Carbon dioxide. Orange peels. Chicken feathers. Olive oil. Potato peels. E. coli bacteria. It is as if chemists have gone Dumpster diving in their hunt to make biodegradable, sustainable and renewable plastics. Most bioplastics are made from plants like corn, soy, sugar cane and switch grass, but scientists have recently turned to trash in an effort to make so-called green polymers, essentially plastics from garbage.
Geoff Coates, a chemist at Cornell, one of the leaders in the creation of green polymers, pointed to a golden brown square of plastic in a drying chamber. “It kind of looks like focaccia baking, doesn’t it?” Coates said. “That’s almost 50 percent carbon dioxide by weight.”
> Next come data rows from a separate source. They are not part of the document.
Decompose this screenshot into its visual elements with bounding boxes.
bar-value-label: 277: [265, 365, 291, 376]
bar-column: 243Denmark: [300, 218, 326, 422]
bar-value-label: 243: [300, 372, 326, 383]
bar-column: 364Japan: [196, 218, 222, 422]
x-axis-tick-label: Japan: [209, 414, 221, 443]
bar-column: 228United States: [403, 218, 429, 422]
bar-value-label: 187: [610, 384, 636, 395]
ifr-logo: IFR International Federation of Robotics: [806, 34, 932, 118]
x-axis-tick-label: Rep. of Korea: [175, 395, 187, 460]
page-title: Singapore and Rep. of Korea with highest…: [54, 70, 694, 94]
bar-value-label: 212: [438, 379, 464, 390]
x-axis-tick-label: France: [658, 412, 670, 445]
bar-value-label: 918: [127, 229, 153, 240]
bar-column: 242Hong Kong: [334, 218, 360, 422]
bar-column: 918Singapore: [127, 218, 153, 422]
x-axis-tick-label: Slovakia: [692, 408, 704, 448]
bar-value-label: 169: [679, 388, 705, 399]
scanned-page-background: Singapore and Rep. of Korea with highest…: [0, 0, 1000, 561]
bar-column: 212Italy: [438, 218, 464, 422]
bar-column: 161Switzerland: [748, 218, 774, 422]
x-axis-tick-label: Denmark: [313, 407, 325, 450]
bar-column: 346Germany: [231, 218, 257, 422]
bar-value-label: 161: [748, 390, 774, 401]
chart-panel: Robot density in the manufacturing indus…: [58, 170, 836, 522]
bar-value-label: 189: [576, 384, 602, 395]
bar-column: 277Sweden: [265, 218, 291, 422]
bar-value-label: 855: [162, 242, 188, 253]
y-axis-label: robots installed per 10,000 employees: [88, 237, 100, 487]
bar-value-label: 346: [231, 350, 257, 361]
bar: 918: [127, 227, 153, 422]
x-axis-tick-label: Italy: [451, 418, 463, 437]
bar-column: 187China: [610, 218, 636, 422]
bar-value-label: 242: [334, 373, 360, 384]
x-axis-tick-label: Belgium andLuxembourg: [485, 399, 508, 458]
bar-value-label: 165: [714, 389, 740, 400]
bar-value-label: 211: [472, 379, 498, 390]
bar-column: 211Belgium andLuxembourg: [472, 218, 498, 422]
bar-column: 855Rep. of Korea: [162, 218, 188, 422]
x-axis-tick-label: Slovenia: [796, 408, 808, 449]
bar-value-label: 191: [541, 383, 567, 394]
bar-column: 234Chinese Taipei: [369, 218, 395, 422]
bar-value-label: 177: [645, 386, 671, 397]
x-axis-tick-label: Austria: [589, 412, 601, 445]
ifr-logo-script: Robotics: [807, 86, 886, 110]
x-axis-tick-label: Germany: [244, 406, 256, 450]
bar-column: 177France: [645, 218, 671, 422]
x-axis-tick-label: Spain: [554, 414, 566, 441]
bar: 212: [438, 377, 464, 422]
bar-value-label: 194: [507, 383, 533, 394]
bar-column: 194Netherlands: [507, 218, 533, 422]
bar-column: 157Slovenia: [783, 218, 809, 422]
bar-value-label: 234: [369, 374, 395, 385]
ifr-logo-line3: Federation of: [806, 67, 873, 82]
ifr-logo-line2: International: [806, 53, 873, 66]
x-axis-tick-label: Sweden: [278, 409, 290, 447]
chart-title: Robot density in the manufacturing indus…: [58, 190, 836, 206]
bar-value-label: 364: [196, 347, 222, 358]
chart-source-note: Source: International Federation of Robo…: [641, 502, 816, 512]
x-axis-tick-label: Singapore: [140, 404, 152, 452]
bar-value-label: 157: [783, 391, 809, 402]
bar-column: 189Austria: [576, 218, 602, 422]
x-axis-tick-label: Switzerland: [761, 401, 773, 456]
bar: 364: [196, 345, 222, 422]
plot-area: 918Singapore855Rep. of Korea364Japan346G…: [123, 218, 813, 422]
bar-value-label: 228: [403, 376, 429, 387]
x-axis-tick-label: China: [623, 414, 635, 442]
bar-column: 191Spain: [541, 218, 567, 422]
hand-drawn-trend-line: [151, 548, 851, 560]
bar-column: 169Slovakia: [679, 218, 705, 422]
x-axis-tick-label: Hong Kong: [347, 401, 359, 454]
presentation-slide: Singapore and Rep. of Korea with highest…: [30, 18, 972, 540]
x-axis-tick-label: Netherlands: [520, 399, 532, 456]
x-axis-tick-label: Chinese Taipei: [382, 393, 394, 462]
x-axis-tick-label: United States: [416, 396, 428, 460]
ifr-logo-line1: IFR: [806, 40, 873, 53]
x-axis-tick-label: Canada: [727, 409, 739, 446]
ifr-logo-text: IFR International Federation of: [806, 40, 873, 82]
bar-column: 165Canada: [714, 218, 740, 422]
Coates’ laboratories occupy almost the entire fifth floor of the Spencer T. Olin Laboratory at Cornell, and have a view not only of Cayuga Lake and the hills surrounding Cornell, but of a coal power plant that has served as a kind of inspiration. It was here that Coates discovered the catalyst needed to turn CO2 into a polymer.
With Scott Allen, a former graduate student, Coates has started a company called Novomer, which has partnered with several companies, including Kodak, on joint projects. Novomer has received money from the Department of Energy, New York state and the National Science Foundation. Coates imagines CO2 being diverted from factory emissions into an adjacent facility and turned into plastic.
The search for biocomposite materials dates from 1913, when a French and a British scientist filed for patents on soy-based plastic. “There was intense competition between agricultural and petrochemical industries to win the market on polymers,” said Bernard Tao, professor of agricultural and biological engineering at Purdue.